For those of you out there that just expect everything to work on the internet, here is a great internal view to some of the hard challenges that face some of the largest sites on the internet.
Twitter listed its challenges as of late:
“Twitter has experienced several incidences of poor site performance and a high number of errors due to one of our internal sub-networks being over-capacity.
We're working hard to address the core issues causing these problems --more on that below-- but in the interests of the open exchange of information, wanted to pull back the curtain and give you deeper insight into what happened and how we're working to address this week's poor site performance.
What happened?
In brief, we made three mistakes:
* We put two critical, fast-growing, high-bandwith components on the same segment of our internal network.
* Our internal network wasn't appropriately being monitored.
* Our internal network was temporarily misconfigured.

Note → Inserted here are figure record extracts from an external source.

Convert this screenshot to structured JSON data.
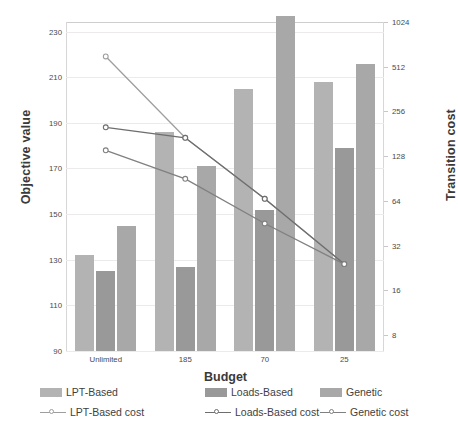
{
  "chart_data": {
    "type": "bar",
    "title": "",
    "xlabel": "Budget",
    "ylabel": "Objective value",
    "y2label": "Transition cost",
    "categories": [
      "Unlimited",
      "185",
      "70",
      "25"
    ],
    "ylim": [
      90,
      230
    ],
    "y_ticks": [
      90,
      110,
      130,
      150,
      170,
      190,
      210,
      230
    ],
    "y2lim": [
      8,
      1024
    ],
    "y2_scale": "log2",
    "y2_ticks": [
      8,
      16,
      32,
      64,
      128,
      256,
      512,
      1024
    ],
    "grid": true,
    "legend_position": "bottom",
    "series": [
      {
        "name": "LPT-Based",
        "kind": "bar",
        "axis": "left",
        "color": "#b3b3b3",
        "values": [
          132,
          186,
          205,
          208
        ]
      },
      {
        "name": "Loads-Based",
        "kind": "bar",
        "axis": "left",
        "color": "#999999",
        "values": [
          125,
          127,
          152,
          179
        ]
      },
      {
        "name": "Genetic",
        "kind": "bar",
        "axis": "left",
        "color": "#a8a8a8",
        "values": [
          145,
          171,
          237,
          216
        ]
      },
      {
        "name": "LPT-Based cost",
        "kind": "line",
        "axis": "right",
        "color": "#9e9e9e",
        "values": [
          600,
          170,
          66,
          24
        ]
      },
      {
        "name": "Loads-Based cost",
        "kind": "line",
        "axis": "right",
        "color": "#6e6e6e",
        "values": [
          200,
          170,
          66,
          24
        ]
      },
      {
        "name": "Genetic cost",
        "kind": "line",
        "axis": "right",
        "color": "#808080",
        "values": [
          140,
          90,
          45,
          24
        ]
      }
    ]
  },
  "axes": {
    "left_title": "Objective value",
    "right_title": "Transition cost",
    "bottom_title": "Budget",
    "left_ticks": [
      "230",
      "210",
      "190",
      "170",
      "150",
      "130",
      "110",
      "90"
    ],
    "right_ticks": [
      "1024",
      "512",
      "256",
      "128",
      "64",
      "32",
      "16",
      "8"
    ],
    "category_labels": [
      "Unlimited",
      "185",
      "70",
      "25"
    ]
  },
  "legend": {
    "bars": [
      {
        "label": "LPT-Based",
        "color": "#b3b3b3"
      },
      {
        "label": "Loads-Based",
        "color": "#999999"
      },
      {
        "label": "Genetic",
        "color": "#a8a8a8"
      }
    ],
    "lines": [
      {
        "label": "LPT-Based cost",
        "color": "#9e9e9e"
      },
      {
        "label": "Loads-Based cost",
        "color": "#6e6e6e"
      },
      {
        "label": "Genetic cost",
        "color": "#808080"
      }
    ]
  }
}
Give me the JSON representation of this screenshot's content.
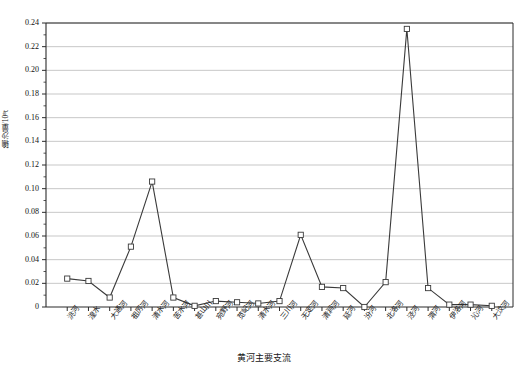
{
  "chart_data": {
    "type": "line",
    "title": "",
    "xlabel": "黄河主要支流",
    "ylabel": "输沙量/10⁸t",
    "ylim": [
      0,
      0.24
    ],
    "ytick_step": 0.02,
    "grid": true,
    "legend": "none",
    "marker": "open-square",
    "line_color": "#3a3a3a",
    "grid_color": "#b9b9b9",
    "axis_color": "#2b2b2b",
    "yticks": [
      "0",
      "0.02",
      "0.04",
      "0.06",
      "0.08",
      "0.10",
      "0.12",
      "0.14",
      "0.16",
      "0.18",
      "0.20",
      "0.22",
      "0.24"
    ],
    "categories": [
      "洮河",
      "湟水",
      "大通河",
      "祖厉河",
      "清水河",
      "苦水河",
      "甚山川",
      "宛野河",
      "苋屺河",
      "清水河",
      "三川河",
      "无定河",
      "清涧河",
      "延河",
      "汾河",
      "北洛河",
      "泾河",
      "渭河",
      "伊洛河",
      "沁河",
      "大汶河"
    ],
    "values": [
      0.024,
      0.022,
      0.008,
      0.051,
      0.106,
      0.008,
      0.001,
      0.005,
      0.004,
      0.003,
      0.005,
      0.061,
      0.017,
      0.016,
      0.0,
      0.021,
      0.235,
      0.016,
      0.002,
      0.002,
      0.001
    ]
  }
}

What we're doing to fix it
* We've doubled the capacity of our internal network.
* We're improving the monitoring of our internal network.
* We're rebalancing the traffic on our internal network to redistribute the load.”
(http://engineering.twitter.com/2010/06/perfect-stormof-whales.html)
Reddit has also had some huge challenges with traffic:
“We've been kinda bummed at reddit these days. It seems like every week something comes up that slows performance to a crawl or even leads to a total site outage. And we almost never get a chance to release new features anymore.
Our four engineers -- KeyserSosa, jedberg, ketralnis, and myself -- are working full time (plus many evenings and weekends and sometimes even the middle of the night) just to keep things going. Perhaps we're doing it wrong: there might be ways to optimize our code, or technologies that could allow us to work more efficiently, but we're too busy to investigate these things, or to migrate to the ones that look promising. It becomes a vicious cycle.
The bottom line is, we need more resources.”